What Does World-Class AR Look Like?

In high-performing organizations, AR becomes a cross-functional competency rather than a department. The best teams build shared dashboards between go-to-market and finance, track recovery rate and dispute velocity the way they track pipeline coverage, involve CSMs in collections for key accounts, and forecast revenue-to-cash as rigorously as they forecast pipeline-to-close, often using the same promise-to-pay signals high-performing finance teams use to predict and accelerate cashflow.

They understand that the job is not done when the contract is signed; it is done when the cash hits the bank. Many of the failures in between trace back to spreadsheets and disconnected tools, which is why accounts receivable no longer belongs in spreadsheets if you want it to function as a growth lever.

Bring AR to the GTM Table

Accounts receivable is not just a finance metric; it is a go-to-market lever that touches sales, customer success, product, and operations, and it determines whether your revenue is real, repeatable, and defensible. As companies pursue more efficient growth, RevOps leaders need to own the cash-flow engine alongside pipeline and bookings.

That means bringing AR into the center of the revenue conversation as a strategic differentiator rather than an afterthought. An AI-native invoice-to-cash platform like the Monk platform, with its AR agent Julia handling collections and disputes, is how leading teams make that real. The future of go-to-market includes cash.

Frequently asked questions

Why is AR a GTM function?

Accounts receivable is the last mile of revenue execution, where a closed deal becomes collected cash or stalls.
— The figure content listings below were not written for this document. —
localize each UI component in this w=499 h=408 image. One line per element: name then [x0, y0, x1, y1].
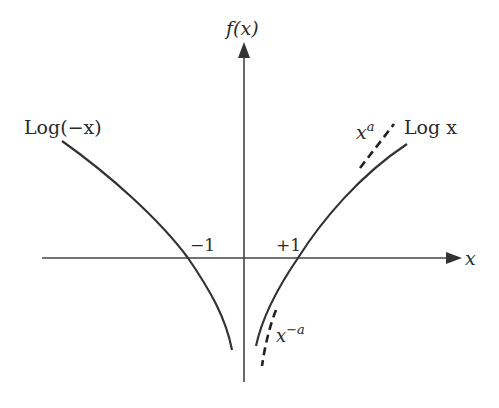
tick-label-pos-one: +1	[276, 235, 301, 255]
x-power-a-label: xa	[356, 119, 374, 143]
x-power-neg-a-label: x−a	[276, 322, 305, 346]
x-axis-label: x	[465, 247, 476, 269]
x-axis-arrow-icon	[446, 252, 462, 264]
y-axis-arrow-icon	[238, 42, 250, 58]
log-function-diagram: f(x) x −1 +1 Log(−x) Log x xa x−a	[0, 0, 499, 408]
tick-label-neg-one: −1	[190, 235, 215, 255]
y-axis-label: f(x)	[224, 17, 259, 39]
log-x-label: Log x	[404, 116, 457, 138]
log-neg-x-label: Log(−x)	[24, 116, 102, 138]
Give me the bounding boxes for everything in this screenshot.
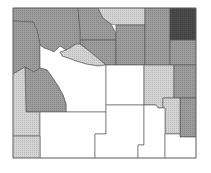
county-laramie — [165, 134, 196, 158]
county-texture — [174, 65, 196, 98]
wyoming-county-map — [0, 0, 211, 173]
county-texture — [145, 8, 170, 65]
county-texture — [13, 136, 40, 158]
county-texture — [13, 21, 40, 74]
county-texture — [116, 25, 145, 65]
county-texture — [170, 40, 196, 65]
county-texture — [170, 8, 196, 40]
county-texture — [180, 98, 196, 137]
county-natrona — [106, 65, 144, 105]
county-texture — [163, 98, 180, 134]
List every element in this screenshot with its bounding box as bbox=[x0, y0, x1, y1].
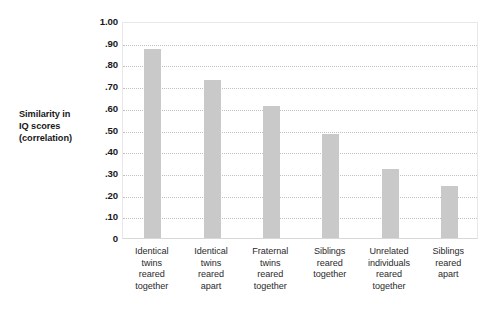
x-axis-label-line: apart bbox=[412, 269, 484, 281]
gridline bbox=[123, 153, 477, 155]
y-tick-label: .80 bbox=[84, 59, 118, 70]
gridline bbox=[123, 88, 477, 90]
bar bbox=[144, 49, 161, 238]
y-tick-label: .70 bbox=[84, 81, 118, 92]
iq-similarity-bar-chart: Similarity in IQ scores (correlation) 1.… bbox=[0, 0, 501, 312]
gridline bbox=[123, 197, 477, 199]
y-tick-label: .30 bbox=[84, 168, 118, 179]
gridline bbox=[123, 175, 477, 177]
x-axis-label-line: together bbox=[353, 281, 425, 293]
y-tick-label: 1.00 bbox=[84, 16, 118, 27]
bar bbox=[263, 106, 280, 238]
y-tick-label: .40 bbox=[84, 146, 118, 157]
y-tick-label: .10 bbox=[84, 211, 118, 222]
gridline bbox=[123, 66, 477, 68]
x-axis-label-line: together bbox=[234, 281, 306, 293]
bar bbox=[441, 186, 458, 238]
bar bbox=[204, 80, 221, 238]
x-axis-label: Siblingsrearedapart bbox=[412, 246, 484, 281]
gridline bbox=[123, 45, 477, 47]
y-tick-label: 0 bbox=[84, 233, 118, 244]
plot-area bbox=[122, 22, 478, 239]
bar bbox=[322, 134, 339, 238]
y-tick-label: .60 bbox=[84, 103, 118, 114]
bar bbox=[382, 169, 399, 238]
y-tick-label: .50 bbox=[84, 125, 118, 136]
x-axis-label-line: Siblings bbox=[412, 246, 484, 258]
y-tick-label: .90 bbox=[84, 38, 118, 49]
gridline bbox=[123, 110, 477, 112]
x-axis-label-line: reared bbox=[412, 258, 484, 270]
gridline bbox=[123, 132, 477, 134]
y-tick-label: .20 bbox=[84, 190, 118, 201]
gridline bbox=[123, 218, 477, 220]
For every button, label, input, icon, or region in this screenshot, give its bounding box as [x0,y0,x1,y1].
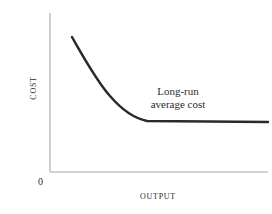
lrac-figure: COST OUTPUT 0 Long-run average cost [0,0,272,214]
curve-annotation-line-2: average cost [132,98,224,111]
curve-annotation-line-1: Long-run [132,85,224,98]
origin-label: 0 [38,177,43,187]
y-axis-label: COST [30,68,38,108]
x-axis-label: OUTPUT [108,193,208,201]
curve-annotation: Long-run average cost [132,85,224,111]
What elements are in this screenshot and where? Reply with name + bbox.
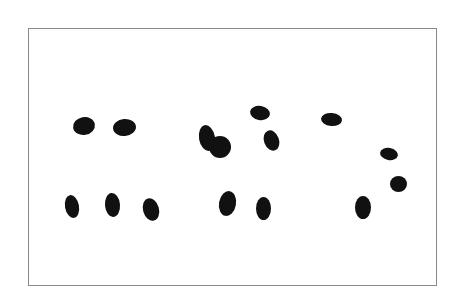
ink-blot (209, 136, 231, 158)
ink-blot (390, 176, 407, 192)
ink-blot (355, 196, 371, 219)
ink-blot (256, 197, 271, 220)
image-frame (28, 28, 437, 286)
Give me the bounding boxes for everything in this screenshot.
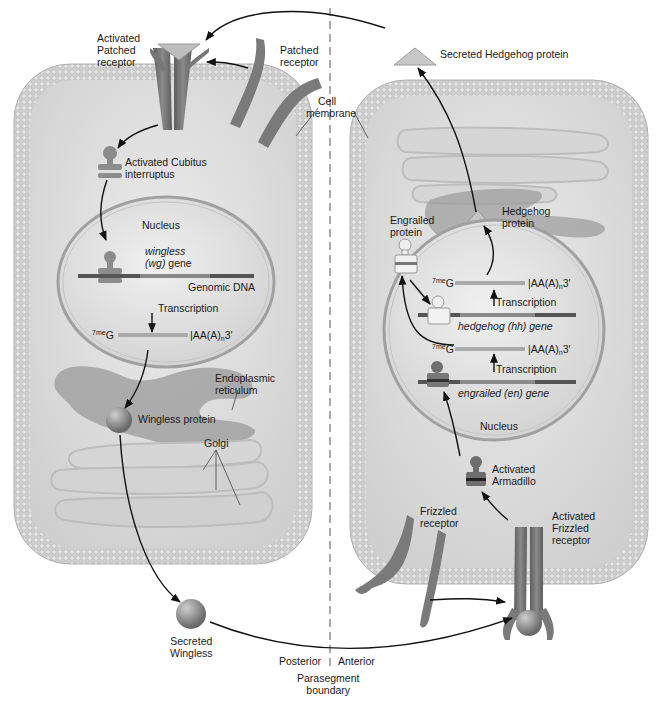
label-activated-cubitus: Activated Cubitus interruptus: [125, 156, 207, 180]
label-activated-armadillo: Activated Armadillo: [492, 463, 536, 487]
label-en-mrna-cap: 7meG: [432, 343, 454, 355]
secreted-wingless-icon: [176, 599, 206, 629]
label-secreted-hedgehog: Secreted Hedgehog protein: [440, 48, 568, 60]
left-golgi: [51, 440, 273, 527]
label-hh-gene: hedgehog (hh) gene: [458, 320, 553, 332]
label-wingless-protein: Wingless protein: [138, 413, 216, 425]
label-anterior: Anterior: [338, 655, 375, 667]
label-right-nucleus: Nucleus: [480, 420, 518, 432]
label-activated-patched-receptor: Activated Patched receptor: [97, 32, 140, 68]
label-golgi: Golgi: [204, 437, 229, 449]
label-parasegment-boundary: Parasegment boundary: [297, 672, 359, 696]
label-genomic-dna: Genomic DNA: [188, 281, 255, 293]
wingless-bound-icon: [516, 610, 542, 636]
label-patched-receptor: Patched receptor: [280, 44, 319, 68]
wingless-protein-icon: [106, 407, 132, 433]
label-wingless-gene: wingless (wg) gene: [145, 245, 192, 269]
label-en-gene: engrailed (en) gene: [458, 387, 549, 399]
label-posterior: Posterior: [279, 655, 321, 667]
label-left-mrna-cap: 7meG: [92, 329, 114, 341]
label-activated-frizzled: Activated Frizzled receptor: [552, 510, 595, 546]
label-hh-transcription: Transcription: [496, 296, 556, 308]
secreted-hedgehog-icon: [394, 48, 436, 65]
label-en-polya: |AA(A)n3′: [528, 343, 570, 355]
label-left-nucleus: Nucleus: [142, 219, 180, 231]
label-en-transcription: Transcription: [496, 363, 556, 375]
label-frizzled-receptor: Frizzled receptor: [420, 505, 459, 529]
label-left-polya: |AA(A)n3′: [190, 329, 232, 341]
label-hh-polya: |AA(A)n3′: [528, 277, 570, 289]
label-er: Endoplasmic reticulum: [215, 372, 275, 396]
label-left-transcription: Transcription: [158, 302, 218, 314]
right-cell: [350, 80, 648, 584]
label-hedgehog-protein: Hedgehog protein: [502, 205, 550, 229]
label-cell-membrane: Cell membrane: [306, 95, 356, 119]
label-engrailed-protein: Engrailed protein: [390, 214, 434, 238]
label-secreted-wingless: Secreted Wingless: [170, 635, 213, 659]
label-hh-mrna-cap: 7meG: [432, 277, 454, 289]
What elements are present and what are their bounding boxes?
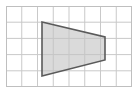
- geometry-figure-svg: [0, 0, 139, 93]
- figure-container: [0, 0, 139, 93]
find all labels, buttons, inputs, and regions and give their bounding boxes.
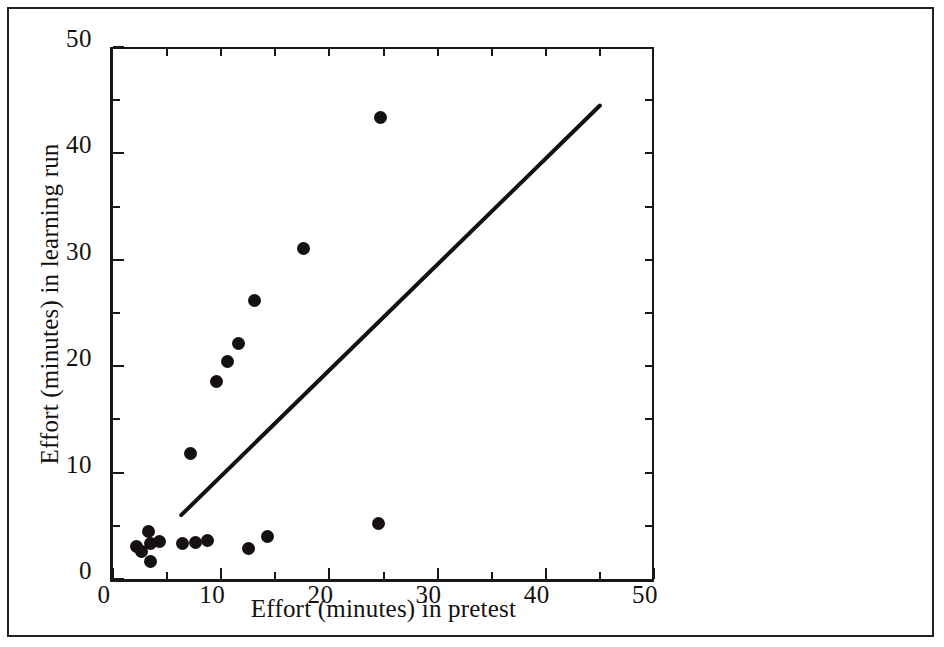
data-point [201,534,214,547]
figure-container: 01020304050 01020304050 Effort (minutes)… [0,0,944,647]
x-tick-label: 0 [98,582,111,607]
y-tick-label: 0 [46,558,92,583]
x-axis-line [113,579,654,582]
fitted-trend-line [113,47,654,579]
data-point [210,375,223,388]
y-axis-title: Effort (minutes) in learning run [37,143,62,464]
figure-border: 01020304050 01020304050 Effort (minutes)… [7,7,934,637]
y-tick-label: 50 [46,26,92,51]
data-point [297,242,310,255]
data-point [189,536,202,549]
data-point [248,294,261,307]
data-point [242,542,255,555]
x-axis-title: Effort (minutes) in pretest [113,596,654,621]
plot-area [113,47,654,579]
data-point [374,111,387,124]
data-point [372,517,385,530]
data-point [142,525,155,538]
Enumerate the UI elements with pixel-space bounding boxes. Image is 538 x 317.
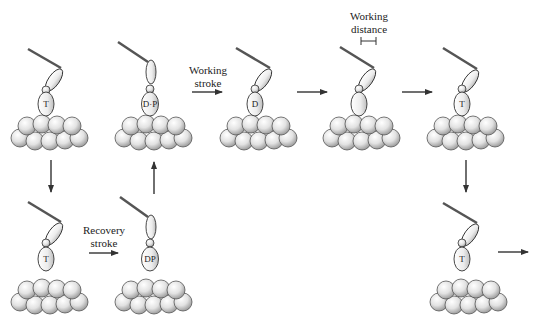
recovery-stroke-line2: stroke bbox=[78, 237, 130, 250]
nucleotide-label-s2: D·P bbox=[143, 99, 158, 109]
state-4-myosin bbox=[323, 47, 400, 150]
working-distance-label: Working distance bbox=[343, 10, 395, 36]
working-stroke-line1: Working bbox=[183, 64, 233, 77]
working-stroke-label: Working stroke bbox=[183, 64, 233, 90]
nucleotide-label-s1: T bbox=[43, 99, 49, 109]
state-2-myosin: D·P bbox=[115, 42, 192, 150]
working-stroke-line2: stroke bbox=[183, 77, 233, 90]
nucleotide-label-s3: D bbox=[252, 99, 259, 109]
state-1-myosin: T bbox=[11, 49, 88, 150]
recovery-stroke-label: Recovery stroke bbox=[78, 224, 130, 250]
recovery-stroke-line1: Recovery bbox=[78, 224, 130, 237]
state-5-myosin: T bbox=[427, 48, 504, 150]
nucleotide-label-s6: T bbox=[43, 254, 49, 264]
state-7-myosin: DP bbox=[115, 197, 192, 314]
nucleotide-label-s5: T bbox=[459, 99, 465, 109]
nucleotide-label-s7: DP bbox=[144, 254, 156, 264]
working-distance-line1: Working bbox=[343, 10, 395, 23]
state-6-myosin: T bbox=[11, 202, 88, 314]
working-distance-bracket bbox=[361, 37, 376, 45]
nucleotide-label-s8: T bbox=[459, 254, 465, 264]
working-distance-line2: distance bbox=[343, 23, 395, 36]
state-8-myosin: T bbox=[430, 203, 507, 314]
cross-bridge-cycle-diagram: T D·P D T bbox=[0, 0, 538, 317]
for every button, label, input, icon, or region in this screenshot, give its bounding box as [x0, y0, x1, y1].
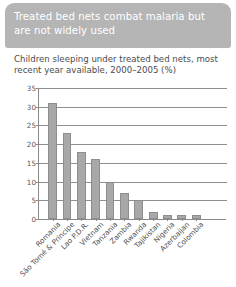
y-axis-tick-label: 30	[27, 102, 36, 111]
bar-slot	[63, 88, 72, 219]
y-axis-tick-label: 20	[27, 140, 36, 149]
bar-slot	[163, 88, 172, 219]
bar-slot	[192, 88, 201, 219]
chart-card: Children sleeping under treated bed nets…	[5, 52, 231, 284]
bar-slot	[149, 88, 158, 219]
chart-title: Children sleeping under treated bed nets…	[14, 54, 224, 76]
bar[interactable]	[48, 103, 57, 219]
bar-slot	[48, 88, 57, 219]
x-axis-labels: RomaniaSão Tomé & PríncipeLao P.D.R.Viet…	[38, 220, 236, 282]
y-axis-tick-label: 10	[27, 177, 36, 186]
y-axis-tick-label: 25	[27, 121, 36, 130]
y-axis-tick-label: 15	[27, 158, 36, 167]
y-axis-tick-label: 35	[27, 84, 36, 93]
page-title: Treated bed nets combat malaria but are …	[14, 10, 222, 37]
header-panel: Treated bed nets combat malaria but are …	[5, 3, 231, 48]
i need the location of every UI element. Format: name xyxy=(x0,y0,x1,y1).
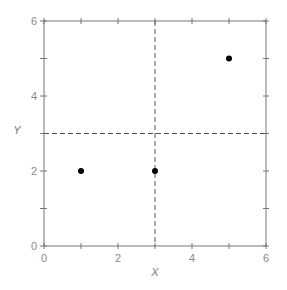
y-tick-label: 4 xyxy=(31,90,37,102)
x-tick-label: 2 xyxy=(115,252,121,264)
data-point xyxy=(78,168,84,174)
y-tick-label: 0 xyxy=(31,240,37,252)
y-tick-label: 6 xyxy=(31,15,37,27)
y-axis-label: Y xyxy=(13,124,21,136)
x-tick-label: 0 xyxy=(41,252,47,264)
x-tick-label: 4 xyxy=(189,252,195,264)
data-point xyxy=(152,168,158,174)
tick-labels: 02460246 xyxy=(31,15,269,264)
x-axis-label: X xyxy=(150,266,159,278)
reference-lines xyxy=(44,21,266,246)
data-point xyxy=(226,56,232,62)
scatter-chart: 02460246 X Y xyxy=(0,0,287,290)
y-tick-label: 2 xyxy=(31,165,37,177)
x-tick-label: 6 xyxy=(263,252,269,264)
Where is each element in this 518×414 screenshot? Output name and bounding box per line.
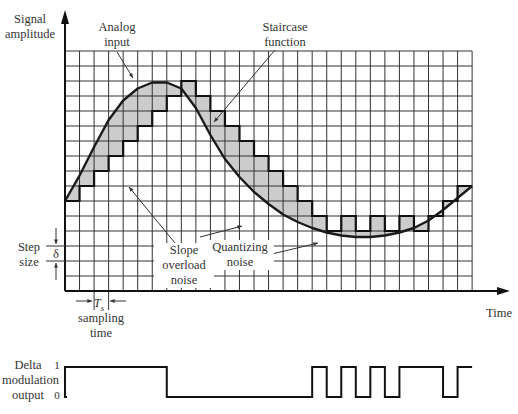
step-size-label: Step size [14,240,44,270]
delta-modulation-diagram [0,0,518,414]
delta-modulation-waveform [65,367,472,397]
y-axis-label: Signal amplitude [2,12,58,42]
sampling-time-label: sampling time [74,311,128,341]
step-size-arrow-up-head-icon [54,263,58,268]
y-axis-arrow-icon [61,10,69,24]
slope-overload-label: Slope overload noise [154,243,214,288]
x-axis-arrow-icon [497,287,510,295]
analog-input-label: Analog input [92,20,142,50]
staircase-function-label: Staircase function [252,20,318,50]
ts-arrow-left-head-icon [110,299,115,303]
level-zero-label: 0 [53,388,61,403]
level-one-label: 1 [53,358,61,373]
output-label: Delta modulation output [2,358,54,403]
delta-symbol: δ [50,247,62,262]
time-axis-label: Time [484,306,514,321]
step-size-arrow-down-head-icon [54,239,58,244]
quantizing-pointer [272,243,318,254]
quantizing-noise-label: Quantizing noise [206,240,274,270]
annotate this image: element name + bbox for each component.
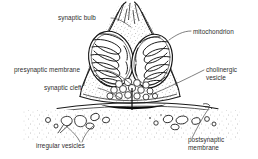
label-postsynaptic-membrane-line1: postsynaptic (188, 136, 225, 144)
label-synaptic-bulb: synaptic bulb (58, 14, 96, 22)
label-mitochondrion: mitochondrion (193, 28, 234, 35)
leader-mitochondrion (169, 31, 191, 40)
synapse-diagram: synaptic bulb mitochondrion presynaptic … (0, 0, 258, 159)
label-cholinergic-vesicle-line2: vesicle (206, 74, 226, 81)
label-synaptic-cleft: synaptic cleft (44, 84, 82, 92)
label-postsynaptic-membrane-line2: membrane (188, 144, 219, 151)
diagram-canvas: synaptic bulb mitochondrion presynaptic … (0, 0, 258, 159)
label-irregular-vesicles: irregular vesicles (36, 142, 85, 150)
label-cholinergic-vesicle-line1: cholinergic (206, 66, 238, 74)
label-presynaptic-membrane: presynaptic membrane (14, 66, 80, 74)
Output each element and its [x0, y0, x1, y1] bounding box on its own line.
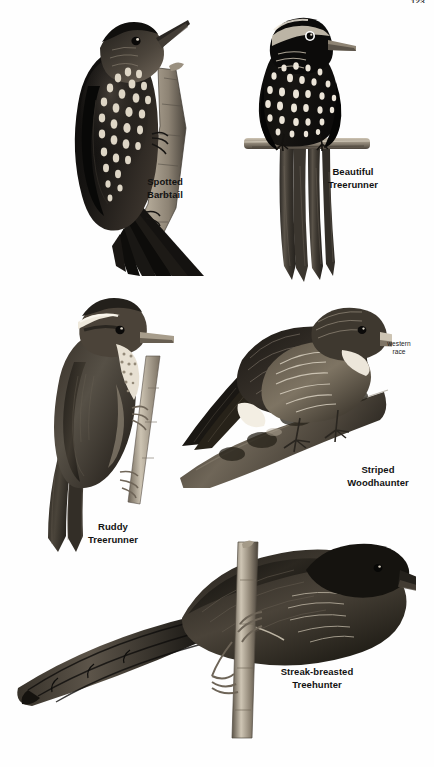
tail	[17, 616, 202, 706]
caption-striped-woodhaunter: Striped Woodhaunter	[328, 464, 428, 489]
eye	[374, 564, 383, 572]
annotation-western-race: western race	[376, 340, 422, 357]
eye	[358, 326, 367, 334]
streak-breasted-treehunter-illustration	[6, 540, 416, 740]
caption-beautiful-treerunner: Beautiful Treerunner	[307, 166, 399, 191]
figure-striped-woodhaunter	[176, 298, 392, 488]
ruddy-treerunner-illustration	[28, 292, 198, 557]
figure-beautiful-treerunner	[244, 6, 370, 291]
eye	[307, 33, 314, 40]
figure-spotted-barbtail	[36, 8, 226, 278]
striped-woodhaunter-illustration	[176, 298, 392, 488]
beautiful-treerunner-illustration	[244, 6, 370, 291]
caption-spotted-barbtail: Spotted Barbtail	[128, 176, 202, 201]
caption-streak-breasted-treehunter: Streak-breasted Treehunter	[258, 666, 376, 691]
page-number: 123	[411, 0, 425, 3]
eye	[115, 326, 124, 334]
eye	[131, 37, 140, 45]
figure-ruddy-treerunner	[28, 292, 198, 557]
field-guide-plate: 123	[0, 0, 434, 767]
figure-streak-breasted-treehunter	[6, 540, 416, 740]
spotted-barbtail-illustration	[36, 8, 226, 278]
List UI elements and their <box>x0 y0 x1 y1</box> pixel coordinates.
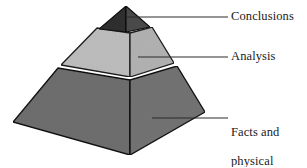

Billing and collections experiences shape customer trust, net revenue retention, and brand perception, so AR directly influences growth outcomes rather than being a purely financial back-office task.

How does AR affect net revenue retention?

Aging invoices and billing disputes are early warning signs of churn risk. Customers who are not paying on time are less likely to expand or renew, so AR health is a forward indicator of net revenue retention and expansion likelihood.

How can RevOps own the AR motion?

RevOps can integrate billing data into the CRM, create shared KPIs with finance such as DSO by segment and dispute resolution time, build segmented and personalized collections workflows, and treat AR data as a revenue signal for prioritizing customer success outreach. A connected platform like Monk makes that shared visibility practical.

Why should collections be treated as customer experience?

Aggressive follow-ups or unclear payment expectations damage relationships and erode the credibility of account teams. Treating collections as a relationship-driven, data-backed motion preserves trust, which is why Monk's intelligent collections adapts tone to each customer's history.

How does Monk support AR as a GTM function?

Monk is an AI-native invoice-to-cash and cash projection platform that unifies collections, disputes, and payment context so finance, sales, and customer success share visibility. It connects to Salesforce, HubSpot, and other systems so AR operates as a coordinated growth lever rather than a silo, and it does not take a percentage of revenue.

What results can teams expect when AR is run as a GTM function?

Teams that automate and align AR commonly see a 40 percent reduction in DSO, 26 hours saved per month, and 88.2 percent of invoices resolved without escalation. Those gains protect retained and expanded revenue, not just collection costs.

Automate Accounts Receivable with Monk
Monk brings together collections, cash application, and forecasting. 40%+ DSO reduction. $1B+ in receivables managed. 26 hours a month back to your team.
Book a demo

Manual AR is death by a thousand cuts

Deploy the Monk platform on your toughest AR problems.